Don’t expel Chinese ambassador, Ottawa
A Canadian diplomat is still being held hostage by Beijing, but the hostage diplomacy keeps getting worse.
China’s ambassador to Ottawa added public insult to private injury this month. Piling menace onto mendacity, Cong Peiwu suggested hundreds of thousands more of our citizens in Hong Kong could be held hostage to the crisis in our diplomatic relations.
Ottawa responded with yet another diplomatic protest. But the defiant ambassador — barking in the unbridled manner of China’s self-styled “wolf warrior” diplomatic corps — remains unmuzzled and unrepentant.
How can we win the release of the “two Michaels,” Michael Kovrig and Michael Spavor, who are long-standing victims of China’s retaliation over the extradition case of Huawei executive Meng Wanzhou?
Conservative Leader Erin O’Toole is tired of turning the other cheek: Time to expel the impertinent Cong unless he apologizes, the opposition leader insists.
O’Toole is not wrong to lash out at Beijing’s undiplomatic diplomat, who had no right to threaten the security of Canadian citizens in the supposedly autonomous region of Hong Kong. Cong warned against criticism of China’s security crackdown “if the Canadian side really cares about the stability and prosperity in Hong Kong and really cares about the good health and safety of those 300,000 Canadian passport holders in Hong Kong.”
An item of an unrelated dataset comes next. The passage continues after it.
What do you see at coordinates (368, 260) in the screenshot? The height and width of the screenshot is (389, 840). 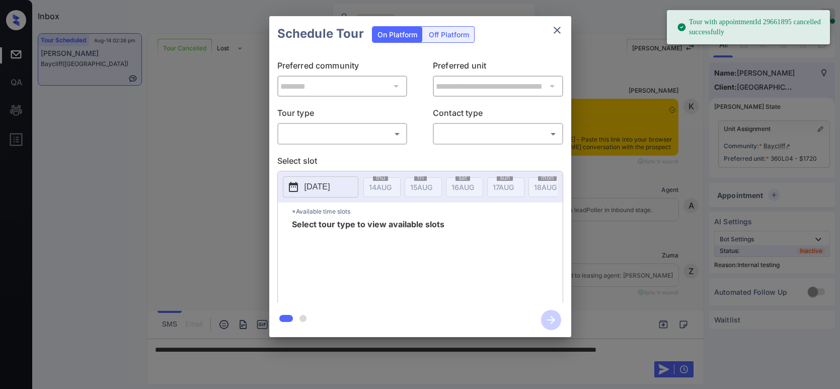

Good on O’Toole for pushing back, sending a message that
Canadians won’t countenance bullying. As long as we understand that it is hollow rhetoric, an empty threat that would only set us back if ever carried out.
Declaring China’s ambassador persona non grata would assuredly trigger a reciprocal expulsion of Canada’s ambassador to Beijing. There is no good time to be without ambassadors in either embassy, but this is the worst of times — with Canadians unjustly incarcerated — to surrender consular access, and access to China’s opaque power structure.
Diplomatic relations are not about friendly relations. Recognition of a regime does not confer legitimacy, and communication does not imply comity. Flailing and fulminating will not advance our interests. And make no mistake, we have important interests at stake — national and individual, consular and commercial.
We must learn from the misjudgment of an earlier Conservative government under then-PM Stephen Harper, which made a show of rupturing all relations with Iran and rescinding any recognition of the regime. Much like U.S. President Donald Trump’s ill-conceived ripping up of an anti-nuclear accord negotiated by his predecessor, Barack Obama, the Harper Conservatives in power played domestic politics at the expense of international diplomacy.
And so when 55 Canadian citizens were killed by Iranian missiles that brought down a Ukrainian airliner near Tehran’s airport, Ottawa was left in the lurch. Our government scrambled to provide consular services to grieving families, and lacked the full diplomatic levers to pressure the Iranian regime into complying with its civil aviation obligations.
That’s precisely the trap we should avoid with China today. Goading the government into going further is a dead end.
China’s ambassador was summoned for a dressing down “to make clear in no uncertain terms that Canada will always stand up for human rights and the rights of Canadians around the world,” Foreign Affairs Minister FrançoisPhilippe Champagne said this month.
Our UN ambassador, Bob Rae, added that Canada “shall never forget” Beijing’s hostage diplomacy.
To be clear, there is much to be said for saying what needs to be said — both by the government, the opposition and Canadians at large. But closing the door to diplomatic ties is a mistake we cannot afford to repeat.
That doesn’t mean Canada must limit itself to rhetoric, just that we need to be realistic — about what works, and what doesn’t, when dealing with a bully that is not going to retreat anytime soon. Over time, China may come to its senses, as it comes to understand the enormous reputational damage in a world where soft power and economic co-operation are still important.
Other democracies have also experienced China’s bully diplomacy — notably Sweden, India, Taiwan, Australia, the U.S. and the U.K. — representing an influential and growing bloc of countries that can resist Beijing’s tactics if we remain united, rather than reacting with unco-ordinated ripostes. The election of a new U.S. president may also prompt Beijing to reconsider its selfdestructive tactics and press the reset button.
The latest public opinion survey shows that 73 per cent of Canadians now hold an unfavourable view of China, and the trend line is inexorably negative. Little wonder that officials at the Ontario legislature scrambled to cancel a flag-raising scheduled for China’s National Day on Oct. 1, and that Ottawa city hall has also banned the Chinese flag, depriving Beijing of the international respectability it has long craved.
Many of the most savvy Chinese diplomats that I encountered as an Asia-based foreign correspondent (and also here in Toronto) understood only too well the limits of raw power and rhetorical bluster. China’s leadership needs to keep hearing that message, which is why we need to keep the messengers in place — on both sides of the diplomatic divide — while forging an alliance with like-minded countries that can act as a force-multiplier.
Shooting China’s undiplomatic messenger won’t ensure our message is sent — let alone received — and would only compound the misery of hostage diplomacy.